Something like fifty people are on my friends list in Second Life, basically because I don't usually turn down friend requests unless someone's being an overt asshole. Some fairly standard looking, bleach blond avatar with large breasts walked into one of the chess clubs I go to a few months ago and after some polite conversation she friended me and I accepted. We played one game of chess, I won, and though she didn't say much about it, I got the impression she didn't take losing very well.

I didn't see her at the chess club very much, but she had a tendency to send me teleports at random times to a Second Life movie theatre. I went a couple times to be friendly, but finally explained to her I don't like watching movies in Second Life--as the creepy hardcore movie fan I am, I need good sound and video quality and I don't like having people around me talking during a movie. The only reason to watch a movie in SL would be for a communal experience and I wasn't up for it.

Even before this, she'd seemed oddly resentful towards me. She would constantly end sentences by addressing me as "Buddy," which I thought maybe meant she'd clicked through my profile web site link and discovered I was a guy in real life and maybe she was one of those people upset by the idea of a guy using a female avatar.
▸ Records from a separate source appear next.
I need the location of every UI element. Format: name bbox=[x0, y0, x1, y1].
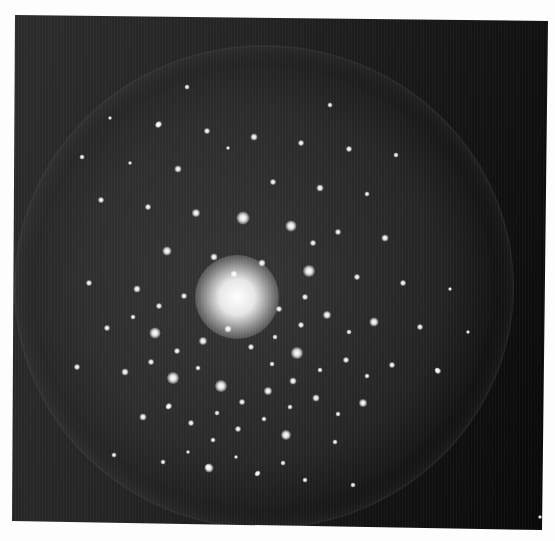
diffraction-photo bbox=[0, 0, 555, 541]
film-grain bbox=[0, 0, 555, 541]
page-background bbox=[0, 0, 555, 541]
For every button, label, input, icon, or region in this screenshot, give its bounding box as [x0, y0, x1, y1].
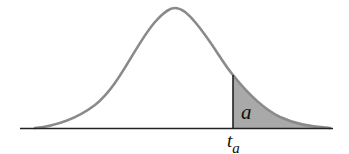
t-distribution-diagram: a ta [0, 0, 349, 154]
critical-value-subscript: a [232, 140, 240, 154]
area-label: a [241, 100, 252, 124]
density-curve [35, 8, 330, 128]
critical-value-label: ta [227, 130, 240, 154]
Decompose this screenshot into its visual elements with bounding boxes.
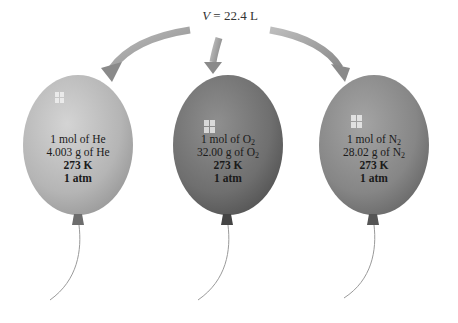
he-pressure: 1 atm [23, 172, 133, 185]
o2-mass: 32.00 g of O2 [173, 146, 283, 159]
n2-temperature: 273 K [319, 159, 429, 172]
n2-pressure: 1 atm [319, 172, 429, 185]
arrow-to-o2-icon [204, 38, 222, 74]
n2-moles-text: 1 mol of N [347, 133, 397, 145]
arrow-to-he-icon [101, 30, 190, 82]
o2-mass-text: 32.00 g of O [197, 146, 255, 158]
n2-mass-subscript: 2 [401, 151, 405, 160]
volume-symbol: V [202, 8, 210, 23]
balloon-n2-label: 1 mol of N2 28.02 g of N2 273 K 1 atm [319, 133, 429, 185]
balloon-o2 [173, 75, 283, 300]
n2-moles: 1 mol of N2 [319, 133, 429, 146]
o2-moles-text: 1 mol of O [201, 133, 251, 145]
he-temperature: 273 K [23, 159, 133, 172]
diagram-stage: V = 22.4 L 1 mol of He 4.003 g of He 273… [0, 0, 458, 323]
n2-mass: 28.02 g of N2 [319, 146, 429, 159]
n2-mass-text: 28.02 g of N [343, 146, 401, 158]
volume-value: = 22.4 L [210, 8, 258, 23]
o2-moles: 1 mol of O2 [173, 133, 283, 146]
o2-pressure: 1 atm [173, 172, 283, 185]
balloon-o2-label: 1 mol of O2 32.00 g of O2 273 K 1 atm [173, 133, 283, 185]
o2-temperature: 273 K [173, 159, 283, 172]
arrow-to-n2-icon [270, 30, 350, 82]
balloon-he-label: 1 mol of He 4.003 g of He 273 K 1 atm [23, 133, 133, 185]
balloon-he [23, 75, 133, 300]
he-moles: 1 mol of He [23, 133, 133, 146]
o2-mass-subscript: 2 [255, 151, 259, 160]
volume-label: V = 22.4 L [190, 8, 270, 24]
balloon-n2 [319, 75, 429, 298]
he-mass: 4.003 g of He [23, 146, 133, 159]
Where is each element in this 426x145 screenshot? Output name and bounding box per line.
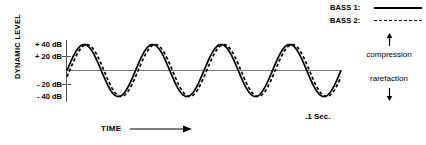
compression-label: compression — [352, 50, 426, 59]
duration-label: .1 Sec. — [305, 112, 330, 121]
arrow-down-icon — [385, 88, 394, 101]
waveform-diagram: BASS 1: BASS 2: DYNAMIC LEVEL + 40 dB + … — [0, 0, 426, 145]
waveform-plot — [0, 0, 426, 145]
arrow-up-icon — [385, 33, 394, 46]
x-axis-title: TIME — [101, 124, 121, 133]
bass-1-waveform-line — [67, 45, 341, 97]
rarefaction-label: rarefaction — [352, 74, 426, 83]
arrow-right-icon — [130, 124, 192, 134]
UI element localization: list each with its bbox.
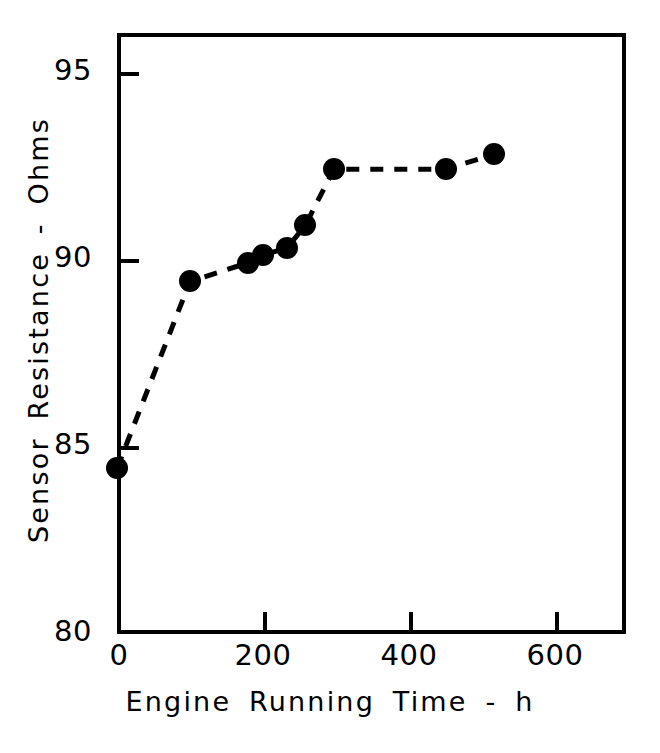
y-axis-title: Sensor Resistance - Ohms xyxy=(25,117,52,543)
x-tick-mark xyxy=(263,612,267,634)
y-tick-mark xyxy=(117,446,139,450)
plot-area-frame xyxy=(117,33,626,634)
y-tick-mark xyxy=(117,259,139,263)
x-tick-label-200: 200 xyxy=(208,641,318,670)
x-axis-title: Engine Running Time - h xyxy=(0,688,660,715)
x-tick-label-0: 0 xyxy=(64,641,174,670)
y-tick-mark xyxy=(117,72,139,76)
chart-figure: 95 90 85 80 0 200 400 600 Engine Running… xyxy=(0,0,660,753)
x-tick-mark xyxy=(555,612,559,634)
y-axis-title-container: Sensor Resistance - Ohms xyxy=(8,0,68,660)
x-tick-label-600: 600 xyxy=(500,641,610,670)
x-tick-mark xyxy=(409,612,413,634)
x-tick-label-400: 400 xyxy=(354,641,464,670)
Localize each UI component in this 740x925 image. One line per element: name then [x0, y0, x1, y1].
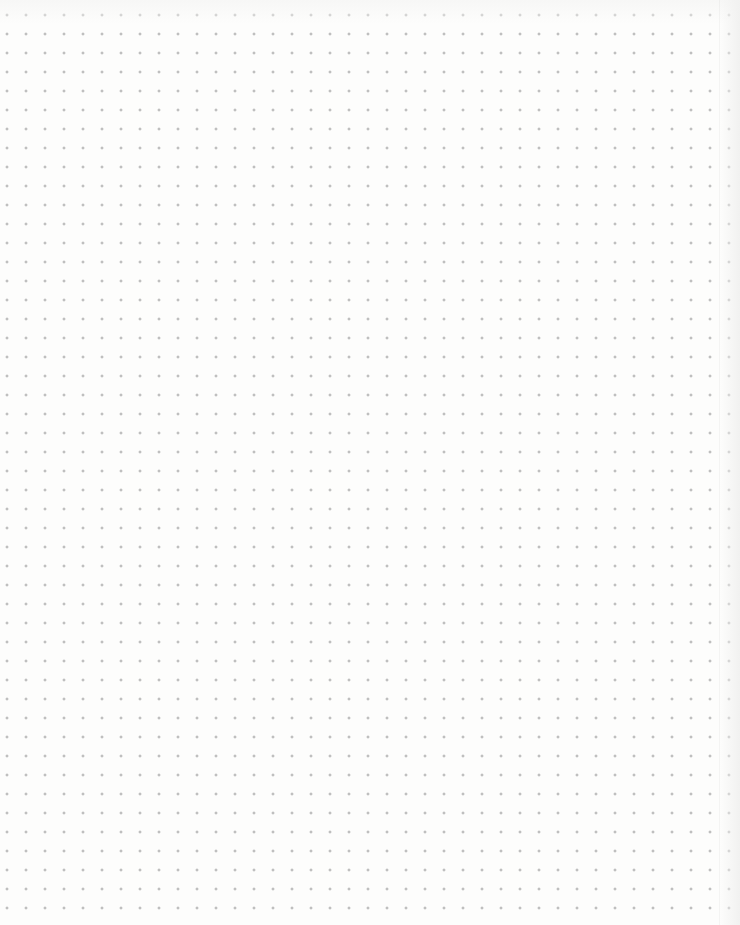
- dot-grid-paper: [0, 0, 740, 925]
- page-edge-line: [719, 0, 720, 925]
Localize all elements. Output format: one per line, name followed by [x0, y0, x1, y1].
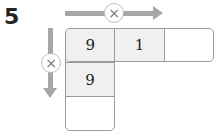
multiply-icon-vertical: ×: [41, 53, 61, 73]
arrow-right-icon: [153, 6, 163, 20]
column-cell-2: 9: [66, 62, 114, 96]
row-cell-answer[interactable]: [164, 29, 213, 61]
column-cell-answer[interactable]: [66, 96, 114, 130]
row-cell-1: 9: [66, 29, 114, 61]
problem-number: 5: [4, 4, 19, 29]
row-grid: 9 1: [65, 28, 214, 62]
arrow-down-icon: [43, 88, 57, 98]
multiply-icon-horizontal: ×: [104, 3, 124, 23]
row-cell-2: 1: [114, 29, 163, 61]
But then she changed her named to Joseph, so I supposed that couldn't be it. It didn't really occur to me she (or he) might be an alt of someone who had outstanding issues with me until, on one of the occasions when he was trying to talk me into going to the SL movie theatre he threatened me, saying that if I didn't watch a movie with him, "I'll hurt you worse than I did last time."

I laughed and asked what he was talking about but he wouldn't elaborate. And then I realised how much sense it made--someone with the kind of pent up resentment he was exhibited was very likely working off a more substantial history. I thought about all the people it could be and realised the list was much too long--as some googling will show, there are a lot of people who hate me and yet have enough of an apparent obsession with me to pull this kind of stunt. After a while, he stopped asking me to go to the movie theatre and began asking me to go "camping" with him. The second time he asked and I declined, he finally unfriended me and shot me some full-caps histrionics about how I was AN IGNORANT ASSHOLE saying that he'd asked me TEN TIMES NOW TO GO CAMPING WITH HIM and I each time refused. He even added that I was a horrible chess player and that he could easily beat me.

The fact that he'd only asked me twice to go "camping" in SL (I don't even like camping in real life) led me to realise . . . he thinks I'm an alt of someone else he knows. Something about me, something I must have done or said must have seemed like some incontrovertible tip-off to him. I was catching the tail end of some relationship that had absolutely nothing to do with me.

Gods. It's amazingly funny. It got me wondering how often this happens, and considering how much passion and bad grammar I see on the internet, my suspicion is that this kind of thing is quietly rampant. I thought about the potential for a book or movie, a writer taking it to the furthest extremes--maybe two people begin a relationship, then unknowingly pick it up again with two other people, and then those two people unknowingly fall in with the opposite two people of the original relationship . . . The possibilities are endless.